Microsoft does offer Extended Security Updates (ESU) for Windows 10 at escalating annual costs — but this is a bridge, not a solution. And for approximately 240 million devices globally that cannot meet Windows 11's hardware requirements, the path forward involves either hardware replacement or a migration to an alternative operating system.
What June 2026 Means for Unpatched Systems
The Secure Boot certificate expiry is a more immediate technical problem. Secure Boot is the firmware-level process that verifies a device's bootloader hasn't been tampered with before Windows loads. It's a foundational security control, and it depends on cryptographic certificates with defined lifespans.
Starting in June 2026, devices running Windows 11 that have not received the certificate renewal — delivered via recent cumulative updates including KB5083769 — may fail the Secure Boot check and refuse to start. For businesses managing fleets of devices, especially those with inconsistent patch management, this is not a theoretical risk.
The fix is straightforward in principle: install the April 14 update. But "straightforward in principle" is rarely straightforward in practice across a mixed fleet of endpoints, particularly when some devices are running older build versions, have had Windows Update suspended, or are subject to enterprise group policy controls that delay rollouts.
Three Questions Every Canadian Business Should Ask Their IT Specialist Right Now
Whether your business has five computers or five hundred, the current moment demands a clear-eyed assessment. A qualified IT specialist can help you answer:
1. Which of our devices are running Windows 10, and what's the plan for them? The answer should not be "we'll deal with it later." Later, in this case, may mean a security incident or a compliance finding.

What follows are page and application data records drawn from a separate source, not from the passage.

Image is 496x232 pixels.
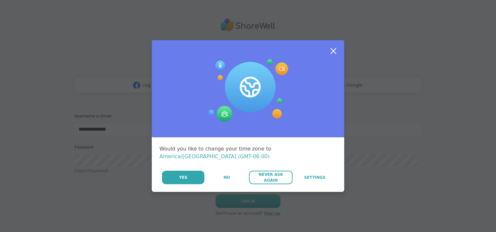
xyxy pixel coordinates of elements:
button: Yes [162,171,204,184]
span: America/[GEOGRAPHIC_DATA] (GMT-06:00) [159,153,270,159]
span: No [224,175,230,180]
img: Session Experience [208,59,288,122]
span: Never Ask Again [252,172,289,183]
div: Would you like to change your time zone to [159,145,337,160]
span: Yes [179,175,187,180]
span: Settings [304,175,326,180]
button: Never Ask Again [249,171,292,184]
button: No [205,171,248,184]
a: Settings [293,171,337,184]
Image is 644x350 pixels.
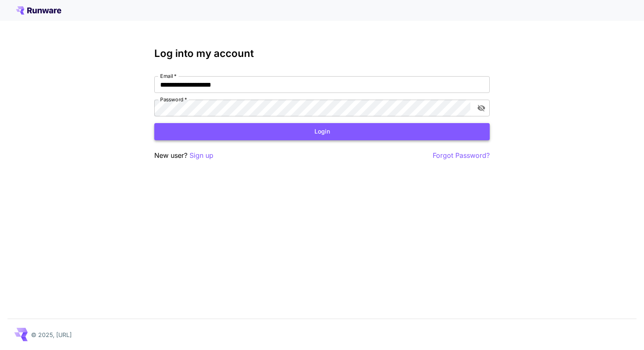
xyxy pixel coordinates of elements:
[154,150,214,161] p: New user?
[154,48,490,59] h3: Log into my account
[160,96,187,103] label: Password
[31,330,72,339] p: © 2025, [URL]
[160,73,177,80] label: Email
[190,150,214,161] button: Sign up
[154,123,490,140] button: Login
[432,150,490,161] button: Forgot Password?
[474,101,489,116] button: toggle password visibility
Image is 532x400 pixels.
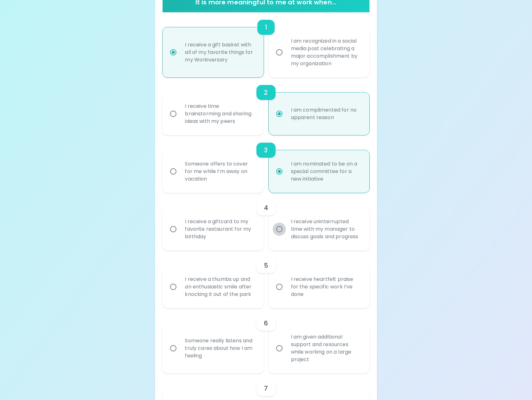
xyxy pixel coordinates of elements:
h6: 3 [264,145,268,155]
div: I receive time brainstorming and sharing ideas with my peers [180,95,260,132]
div: I receive a gift basket with all of my favorite things for my Workiversary [180,34,260,71]
h6: 5 [264,261,268,271]
div: choice-group-check [163,12,369,77]
div: choice-group-check [163,309,369,374]
div: I receive uninterrupted time with my manager to discuss goals and progress [286,210,366,248]
div: Someone offers to cover for me while I’m away on vacation [180,153,260,190]
h6: 7 [264,384,268,394]
h6: 1 [265,22,267,32]
div: I am complimented for no apparent reason [286,99,366,129]
div: I receive a giftcard to my favorite restaurant for my birthday [180,210,260,248]
div: I am given additional support and resources while working on a large project [286,326,366,371]
div: choice-group-check [163,251,369,309]
h6: 2 [264,87,268,97]
div: choice-group-check [163,77,369,135]
div: I am recognized in a social media post celebrating a major accomplishment by my organization [286,30,366,75]
div: Someone really listens and truly cares about how I am feeling [180,329,260,367]
div: I receive heartfelt praise for the specific work I’ve done [286,268,366,306]
h6: 4 [264,203,268,213]
div: choice-group-check [163,135,369,193]
div: choice-group-check [163,193,369,251]
div: I am nominated to be on a special committee for a new initiative [286,153,366,190]
div: I receive a thumbs up and an enthusiastic smile after knocking it out of the park [180,268,260,306]
h6: 6 [264,319,268,328]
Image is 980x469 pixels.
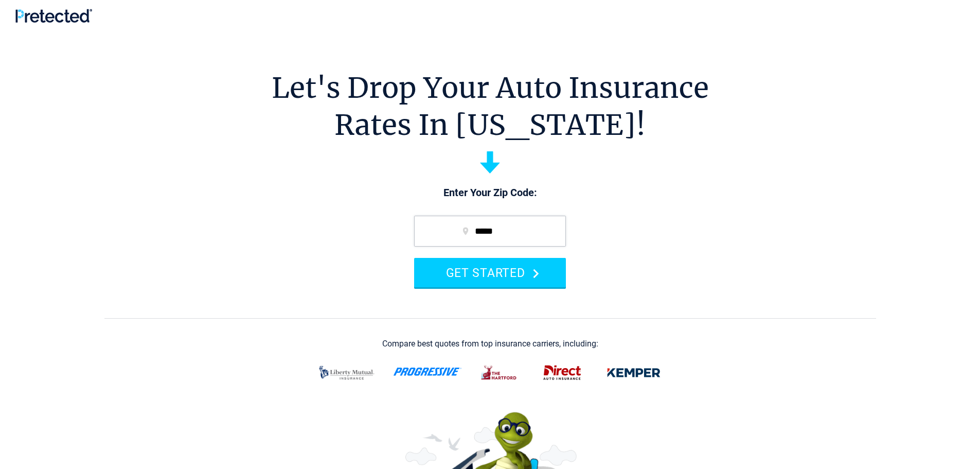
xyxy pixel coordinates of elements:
[474,360,525,386] img: thehartford
[271,69,709,143] h1: Let's Drop Your Auto Insurance Rates In [US_STATE]!
[403,186,576,200] p: Enter Your Zip Code:
[600,360,668,386] img: kemper
[393,368,462,376] img: progressive
[537,360,588,386] img: direct
[15,9,92,23] img: Pretected Logo
[414,258,565,287] button: GET STARTED
[313,360,381,386] img: liberty
[414,215,565,247] input: zip code
[382,339,598,348] div: Compare best quotes from top insurance carriers, including:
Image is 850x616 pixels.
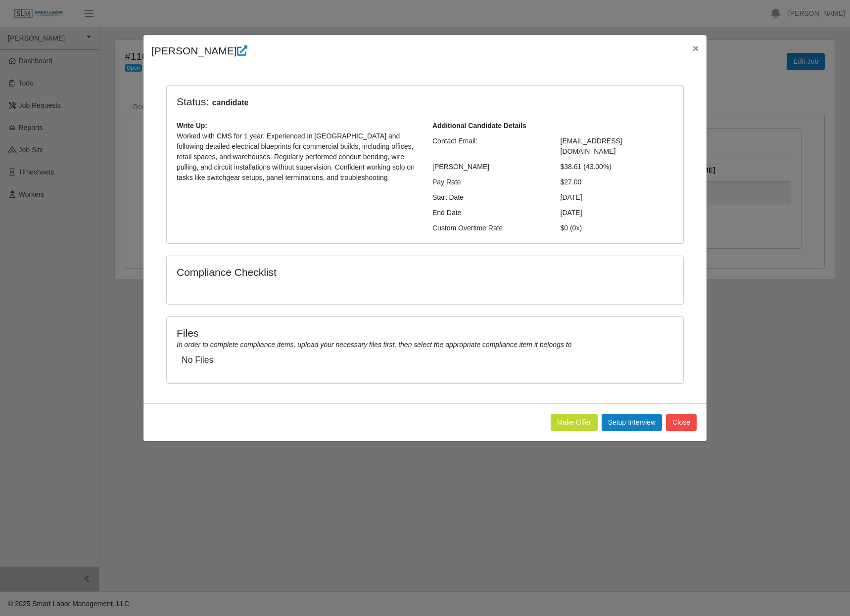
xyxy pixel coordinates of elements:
[553,177,681,187] div: $27.00
[177,131,417,183] p: Worked with CMS for 1 year. Experienced in [GEOGRAPHIC_DATA] and following detailed electrical bl...
[693,42,698,54] span: ×
[425,223,553,233] div: Custom Overtime Rate
[560,209,582,217] span: [DATE]
[425,136,553,157] div: Contact Email:
[177,266,502,278] h4: Compliance Checklist
[425,162,553,172] div: [PERSON_NAME]
[425,207,553,218] div: End Date
[177,95,545,109] h4: Status:
[425,177,553,187] div: Pay Rate
[553,162,681,172] div: $38.61 (43.00%)
[177,122,207,129] b: Write Up:
[152,43,248,59] h4: [PERSON_NAME]
[665,414,696,431] button: Close
[550,414,597,431] button: Make Offer
[432,122,527,129] b: Additional Candidate Details
[553,192,681,202] div: [DATE]
[182,355,668,366] h5: No Files
[560,224,582,232] span: $0 (0x)
[177,327,673,339] h4: Files
[560,137,622,155] span: [EMAIL_ADDRESS][DOMAIN_NAME]
[685,35,706,62] button: Close
[602,414,663,431] button: Setup Interview
[425,192,553,202] div: Start Date
[177,341,571,348] i: In order to complete compliance items, upload your necessary files first, then select the appropr...
[209,97,251,109] span: candidate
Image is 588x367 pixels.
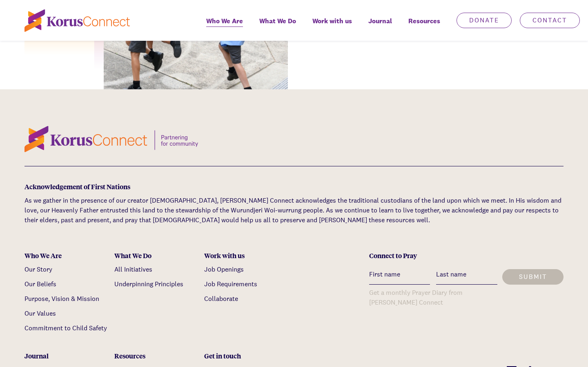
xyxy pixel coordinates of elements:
a: Commitment to Child Safety [25,324,107,332]
a: Donate [456,13,511,29]
input: First name [369,265,430,285]
input: Last name [436,265,498,285]
button: Submit [502,269,563,285]
strong: Acknowledgement of First Nations [25,182,130,191]
a: Work with us [304,11,360,41]
a: Our Story [25,265,53,274]
a: Collaborate [204,294,238,303]
a: Who We Are [198,11,251,41]
a: Job Openings [204,265,244,274]
a: All Initiatives [114,265,152,274]
a: What We Do [251,11,304,41]
a: Journal [360,11,400,41]
p: As we gather in the presence of our creator [DEMOGRAPHIC_DATA], [PERSON_NAME] Connect acknowledge... [25,195,563,225]
div: What We Do [114,251,198,260]
div: Resources [114,351,198,360]
span: Work with us [312,15,352,27]
a: Contact [520,13,580,29]
div: Who We Are [25,251,108,260]
a: Underpinning Principles [114,279,184,289]
img: korus-connect%2Fc5177985-88d5-491d-9cd7-4a1febad1357_logo.svg [25,9,130,31]
div: Get a monthly Prayer Diary from [PERSON_NAME] Connect [369,288,498,307]
a: Our Beliefs [25,279,56,289]
a: Our Values [25,309,56,317]
span: Who We Are [206,15,243,27]
a: Job Requirements [204,279,258,289]
div: Get in touch [204,351,288,360]
span: What We Do [259,15,296,27]
div: Work with us [204,251,288,260]
div: Journal [25,351,108,360]
img: korus-connect%2F3bb1268c-e78d-4311-9d6e-a58205fa809b_logo-tagline.svg [25,126,198,152]
a: Purpose, Vision & Mission [25,294,99,303]
div: Resources [400,11,449,41]
span: Journal [368,15,392,27]
div: Connect to Pray [369,251,563,260]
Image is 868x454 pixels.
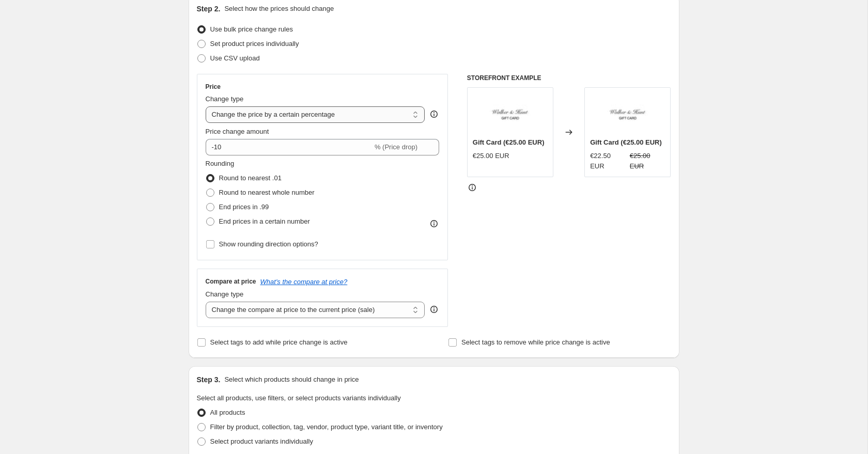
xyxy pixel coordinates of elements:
span: Price change amount [206,128,269,135]
span: Use CSV upload [210,54,260,62]
span: Select product variants individually [210,438,313,445]
p: Select how the prices should change [224,4,334,14]
span: Use bulk price change rules [210,25,293,33]
span: €25.00 EUR [630,152,650,170]
div: help [429,109,439,119]
span: Show rounding direction options? [219,240,318,248]
h2: Step 2. [197,4,221,14]
span: End prices in .99 [219,203,269,211]
h6: STOREFRONT EXAMPLE [467,74,671,82]
div: help [429,304,439,315]
span: End prices in a certain number [219,218,310,225]
span: % (Price drop) [375,143,417,151]
h3: Price [206,83,221,91]
input: -15 [206,139,372,156]
img: GIFT_CARD_80x.jpg [607,93,648,134]
span: Select tags to add while price change is active [210,338,348,346]
span: Filter by product, collection, tag, vendor, product type, variant title, or inventory [210,423,443,431]
span: Change type [206,290,244,298]
span: Gift Card (€25.00 EUR) [590,138,662,146]
span: All products [210,408,245,416]
p: Select which products should change in price [224,375,358,385]
span: €22.50 EUR [590,152,610,170]
span: Select tags to remove while price change is active [462,338,610,346]
span: €25.00 EUR [473,152,509,159]
h3: Compare at price [206,278,256,286]
h2: Step 3. [197,375,221,385]
img: GIFT_CARD_80x.jpg [489,93,530,134]
span: Gift Card (€25.00 EUR) [473,138,545,146]
button: What's the compare at price? [260,278,348,286]
span: Round to nearest .01 [219,174,281,182]
span: Select all products, use filters, or select products variants individually [197,394,401,402]
span: Change type [206,95,244,103]
span: Set product prices individually [210,40,299,48]
span: Round to nearest whole number [219,188,315,196]
span: Rounding [206,159,235,168]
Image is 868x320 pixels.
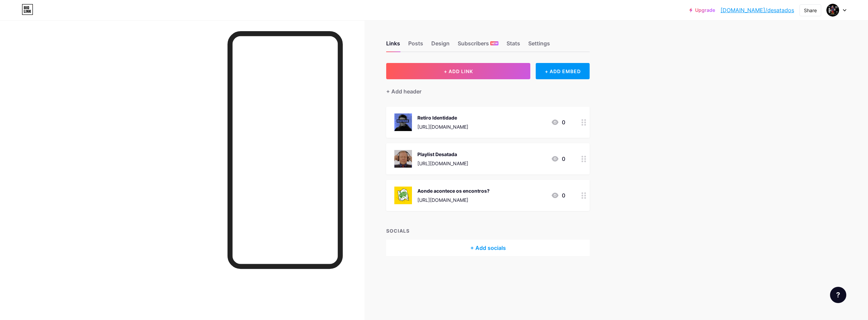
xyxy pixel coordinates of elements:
div: Links [386,40,400,51]
div: Subscribers [458,40,498,51]
div: Retiro Identidade [417,114,468,121]
img: Retiro Identidade [394,114,412,131]
img: desatados [826,4,839,17]
div: 0 [551,192,565,200]
a: [DOMAIN_NAME]/desatados [720,6,794,14]
div: + ADD EMBED [536,63,590,79]
div: SOCIALS [386,228,590,234]
span: + ADD LINK [444,68,473,74]
span: NEW [491,41,497,45]
div: 0 [551,118,565,126]
div: [URL][DOMAIN_NAME] [417,123,468,130]
button: + ADD LINK [386,63,530,79]
div: [URL][DOMAIN_NAME] [417,197,490,204]
div: 0 [551,155,565,163]
div: Stats [507,40,520,51]
div: Share [804,6,817,14]
div: Design [431,40,450,51]
div: + Add socials [386,240,590,257]
div: Aonde acontece os encontros? [417,187,490,195]
div: + Add header [386,87,422,96]
div: Posts [408,40,423,51]
div: [URL][DOMAIN_NAME] [417,160,468,167]
img: Playlist Desatada [394,150,412,168]
div: Playlist Desatada [417,151,468,158]
a: Upgrade [689,7,715,13]
div: Settings [528,40,550,51]
img: Aonde acontece os encontros? [394,187,412,205]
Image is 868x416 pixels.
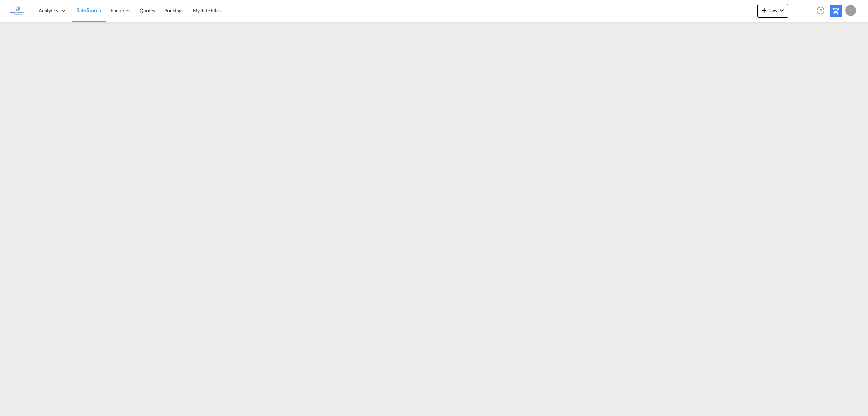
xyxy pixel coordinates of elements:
[760,7,786,13] span: New
[815,5,829,17] div: Help
[164,7,183,13] span: Bookings
[777,6,786,14] md-icon: icon-chevron-down
[10,3,25,18] img: e1326340b7c511ef854e8d6a806141ad.jpg
[76,7,101,13] span: Rate Search
[140,7,155,13] span: Quotes
[760,6,768,14] md-icon: icon-plus 400-fg
[39,7,58,14] span: Analytics
[110,7,130,13] span: Enquiries
[193,7,221,13] span: My Rate Files
[758,4,788,18] button: icon-plus 400-fgNewicon-chevron-down
[815,5,826,16] span: Help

2. Have all Windows 11 devices received the April cumulative update? If your patch management process is manual or inconsistent, the June Secure Boot deadline will find the gaps.
3. Are our Remote Desktop connections secured against the phishing attacks the update addresses? RDP attacks have surged since 2020. The new protections in KB5083769 are a meaningful improvement — but only on patched devices.
Smart App Control: A Practical Win for IT Teams
One change in the April update deserves specific attention for IT administrators. Smart App Control — Windows 11's built-in protection that blocks untrusted applications from running — previously couldn't be disabled without wiping and reinstalling Windows. That restriction made it unusable in many enterprise environments where custom internal tools or development workflows require running unsigned code.
The new toggle, accessible via Settings > Windows Security > App and Browser Control, allows teams to enable Smart App Control in evaluation mode on new deployments, then decide whether to keep it based on what it flags. This is a meaningful quality-of-life improvement for IT professionals managing diverse software environments.
Why Now Is the Time to Call an IT Specialist
Spring 2026 is shaping up to be an unusually consequential period for Windows infrastructure. Three deadlines are converging: the ongoing Windows 10 EOL exposure that began in October 2025, the June Secure Boot certificate expiry, and the general urgency of RDP security improvements in an environment of rising remote-access attacks.
For small and medium-sized Canadian businesses — the segment most likely to have deferred IT planning during the economic pressures of the last two years — this is not a patch cycle to ignore. An IT specialist can audit your device fleet, identify compliance gaps, manage the Windows 11 migration for devices that qualify, and help you decide what to do with those that don't.
Acting before June is considerably less expensive than recovering from a device failure or a regulatory investigation after the fact.